On Sat, 8 Jul 2017 16:14:09 +0200
Alexis Ballier  wrote:
> On Sat, 8 Jul 2017 13:01:39 +0100
> Ciaran McCreesh  wrote:
> > On Sat, 8 Jul 2017 13:49:56 +0200
> > Alexis Ballier  wrote:  
> > > On Sat, 8 Jul 2017 12:26:59 +0200
> > > Ulrich Mueller  wrote:
> > > > | * An any-of group (||) evaluates to true if at least one of
> > > > the | items in it evaluates to true.
> > > > | * An exactly-one-of group (^^) evaluates to true if exactly
> > > > one of | the items in it evaluates to true, and all the
> > > > remaining items | evaluate to false.
> > > > | * An at-most-one-of group (??) evaluates to true if at most
> > > > one of | the items in it evaluates to true.
> > > > 
> > > > It should be added that any empty group (|| or ^^ or ??)
> > > > evalutates to true, because that's what PMS specifies:
> > > > https://projects.gentoo.org/pms/6/pms.html#x1-780008.2  
> > > 
> > > A bit OT, but that is *definitely* counter intuitive. What's the
> > > rationale and usecase behind this ?
> > 
> > Annoying special cases like || ( foo? ( ... ) bar? ( ... ) ) . The
> > original reason was that old versions of Portage would simply remove
> > unmet "flag? ( )" blocks internally.
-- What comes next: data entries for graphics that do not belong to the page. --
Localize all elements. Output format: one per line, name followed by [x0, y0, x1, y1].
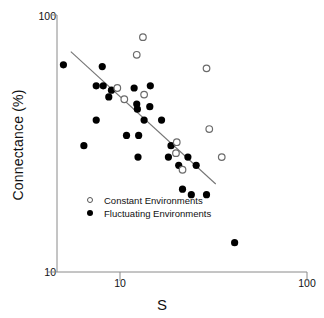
data-point-constant	[218, 154, 225, 161]
chart-figure: Connectance (%) 100 10 10 100 S Constant…	[0, 0, 324, 318]
data-point-constant	[114, 85, 121, 92]
data-point-fluctuating	[134, 153, 141, 160]
legend-label-fluctuating: Fluctuating Environments	[104, 208, 211, 219]
data-point-fluctuating	[231, 239, 238, 246]
data-point-fluctuating	[135, 132, 142, 139]
data-point-fluctuating	[93, 117, 100, 124]
data-point-fluctuating	[147, 82, 154, 89]
data-point-constant	[141, 91, 148, 98]
data-point-fluctuating	[158, 117, 165, 124]
data-point-fluctuating	[93, 82, 100, 89]
data-point-constant	[179, 166, 186, 173]
data-point-fluctuating	[141, 117, 148, 124]
data-point-fluctuating	[193, 162, 200, 169]
data-point-fluctuating	[165, 153, 172, 160]
data-point-fluctuating	[123, 132, 130, 139]
data-point-fluctuating	[179, 186, 186, 193]
open-point-group	[114, 34, 225, 173]
data-point-constant	[173, 150, 180, 157]
chart-legend: Constant Environments Fluctuating Enviro…	[82, 194, 211, 220]
data-point-constant	[121, 96, 128, 103]
data-point-fluctuating	[100, 82, 107, 89]
data-point-fluctuating	[105, 93, 112, 100]
data-point-constant	[133, 52, 140, 59]
legend-item-constant: Constant Environments	[82, 194, 211, 206]
filled-circle-icon	[82, 210, 98, 217]
data-point-fluctuating	[146, 103, 153, 110]
data-point-fluctuating	[184, 153, 191, 160]
data-point-constant	[173, 139, 180, 146]
data-point-fluctuating	[131, 84, 138, 91]
data-point-fluctuating	[134, 106, 141, 113]
open-circle-icon	[82, 197, 98, 203]
data-point-constant	[140, 34, 147, 41]
plot-data-layer	[0, 0, 324, 318]
legend-label-constant: Constant Environments	[104, 195, 203, 206]
data-point-constant	[206, 126, 213, 133]
legend-item-fluctuating: Fluctuating Environments	[82, 207, 211, 219]
data-point-fluctuating	[80, 142, 87, 149]
data-point-fluctuating	[99, 63, 106, 70]
data-point-fluctuating	[60, 61, 67, 68]
data-point-constant	[203, 65, 210, 72]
It was kept in EAPI 0 because
> > stuff in the tree used it back then.
> 
> Wasn't REQUIRED_USE something completely new with no prior usage in
> EAPI 3 ?

Yes, but the spec defines dependency-like structures and their meanings
once and consistently, rather than all over the place and
inconsistently.

As much as I hate the weird || ( use ? ( ) ) and empty block rules, it
would be worse to have them apply in some situations but not others.

-- 
Ciaran McCreesh



Re: [gentoo-dev] Pre-GLEP RFC: Automated enforcing of REQUIRED_USE constraints

2017-07-08 Thread Alexis Ballier
On Sat, 8 Jul 2017 15:23:39 +0100
Ciaran McCreesh  wrote:

> On Sat, 8 Jul 2017 16:14:09 +0200
> Alexis Ballier  wrote:
> > On Sat, 8 Jul 2017 13:01:39 +0100
> > Ciaran McCreesh  wrote:  
> > > On Sat, 8 Jul 2017 13:49:56 +0200
> > > Alexis Ballier  wrote:
> > > > On Sat, 8 Jul 2017 12:26:59 +0200
> > > > Ulrich Mueller  wrote:  
> > > > > | * An any-of group (||) evaluates to true if at least one of
> > > > > the | items in it evaluates to true.
> > > > > | * An exactly-one-of group (^^) evaluates to true if exactly
> > > > > one of | the items in it evaluates to true, and all the
> > > > > remaining items | evaluate to false.
> > > > > | * An at-most-one-of group (??) evaluates to true if at most
> > > > > one of | the items in it evaluates to true.
> > > > > 
> > > > > It should be added that any empty group (|| or ^^ or ??)
> > > > > evalutates to true, because that's what PMS specifies:
> > > > > https://projects.gentoo.org/pms/6/pms.html#x1-780008.2
> > > > 
> > > > A bit OT, but that is *definitely* counter intuitive. What's the
> > > > rationale and usecase behind this ?  
> > > 
> > > Annoying special cases like || ( foo? ( ... ) bar? ( ... ) ) . The
> > > original reason was that old versions of Portage would simply
> > > remove unmet "flag? ( )" blocks internally. It was kept in EAPI 0
> > > because stuff in the tree used it back then.  
> > 
> > Wasn't REQUIRED_USE something completely new with no prior usage in
> > EAPI 3 ?  
> 
> Yes, but the spec defines dependency-like structures and their
> meanings once and consistently, rather than all over the place and
> inconsistently.
> 
> As much as I hate the weird || ( use ? ( ) ) and empty block rules, it
> would be worse to have them apply in some situations but not others.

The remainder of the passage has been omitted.